Rural Chinese activist Chen Guangcheng, who is blind, once asked me whether U.S. films accurately portrayed American life—and specifically whether police brutality was as common as it seemed. He could never have dreamed that, a decade later, Academy Award winner Christian Bale would be roughed up by Chinese security guards as the American actor attempted to visit Chen—and that Bale would be in China on a publicity tour for a movie, The Flowers of War, that the Beijing regime is heavily promoting in hopes it’ll earn China its first Oscar.
The incident, which took place in Chen’s hardscrabble village of Dongshigu in Shandong province, heaped fresh controversy upon Bale’s visit. Even before he was punched and chased by menacing Chinese guards manning a cordon around Chen’s home, The Flowers of War had been criticized for demonizing Japanese soldiers in its depiction of wartime atrocities committed by Japanese troops who occupied Nanjing in 1937.
Often called “the rape of Nanking,” this traumatic wartime incident evokes visceral nationalist sentiments among many Chinese. The film, directed by Zhang Yimou, opened this week in China; in a press event after the Sunday premiere Bale called it a “historical piece” and brushed off as “a bit of a knee-jerk reaction” accusations that the movie is overly propagandistic. (In the film, Bale plays an American posing as a priest who tries to protect Chinese women from Japanese invaders. It premieres Dec. 23 in the U.S. and Europe.)

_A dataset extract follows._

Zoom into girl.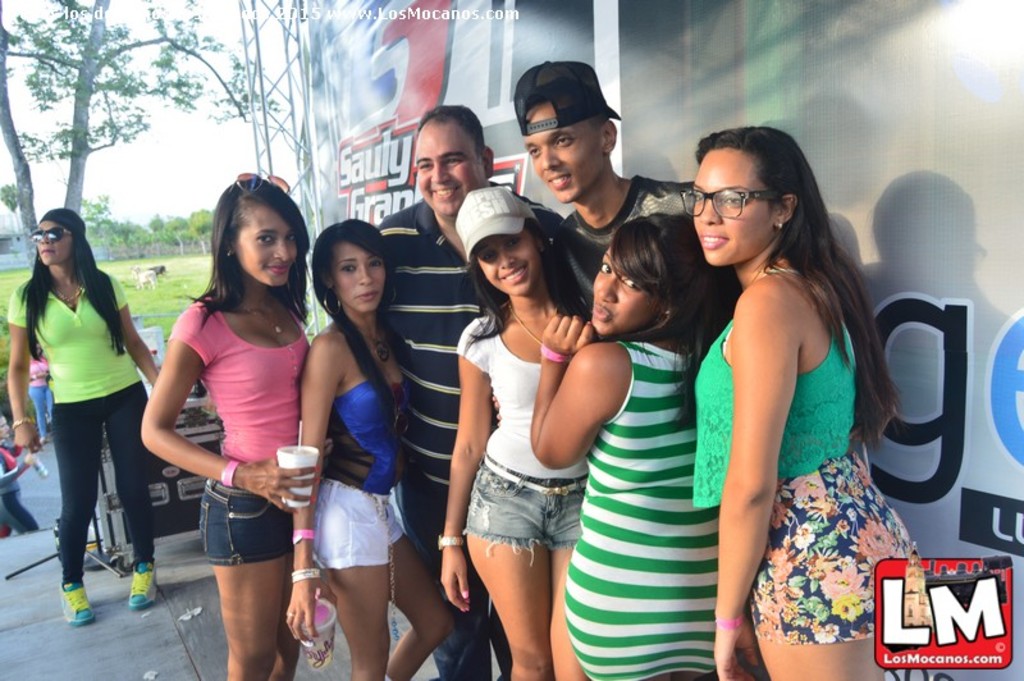
Zoom target: (10,207,163,625).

Now Bale’s manhandling near Chen’s home—filmed by a CNN camera crew that accompanied him—threatens to sabotage what China’s culture czars had hoped to be a soft-power coup for Beijing. On the CNN tape, Bale is shown being punched and pushed by Chinese men in bulky green padded coats. Even after Bale withdrew and his vehicle was driving away from the scene, it was pursued for more than half an hour by a gray van. Bale told CNN that all he really wanted to do was “to meet the man, shake his hand, and say what an inspiration he is.”

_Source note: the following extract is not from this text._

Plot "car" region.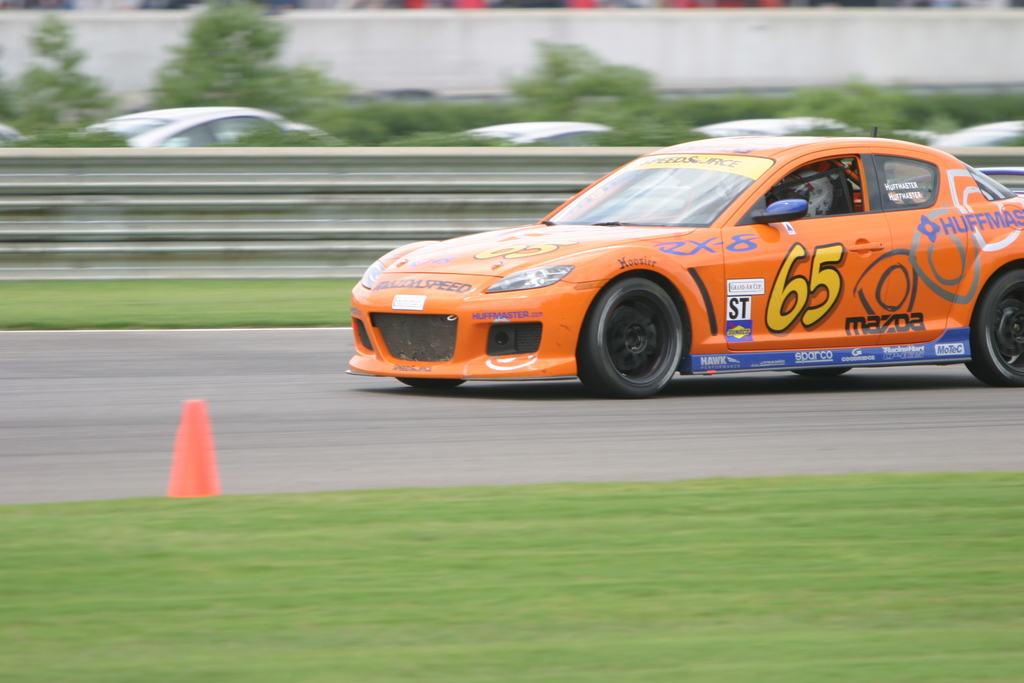
Plotted at bbox=(472, 126, 627, 150).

Bale is just the latest, and the most famous, of many admirers, rights advocates, journalists, and diplomats who’ve been roughed up or beaten (often worse than Bale was) and turned away from Chen’s home by government-supported guards. Chen, along with his wife and child, has been illegally confined to his residence since September 2010, when he was released after serving a four-and-a-half-year prison term.
A rural-born activist who began teaching himself Chinese laws by listening to tape recordings, Chen organized other “peasant lawyers” and rural residents to try to shut down polluting factories in their neighborhoods; when all other efforts failed, he proactively reached out to Western media and diplomats. Such initiatives made authorities skittish. When Newsweek interviewed him for a 2002 cover story on “barefoot lawyers,” Chen revealed that he was interrogated for the first time after receiving a letter from the British Embassy.
But it was his subsequent efforts to publicize the plight of thousands of Shandong women who’d been submitted to forced sterilizations and abortions (sometimes in the third trimester) that enraged authorities and made him a target of persecution. In his 2006 trial, which Western lawyers and his legal defenders say was heavily flawed, Chen was sentenced on charges of destroying property and blocking traffic—activities in which he purportedly took part while under house arrest. Now, without even making a cameo appearance, he has become the unseen star in the dramatic film of Bale’s manhandling by stereotypical Chinese thugs—footage that may tarnish China’s image nearly as much as The Flowers of War was intended to burnish it.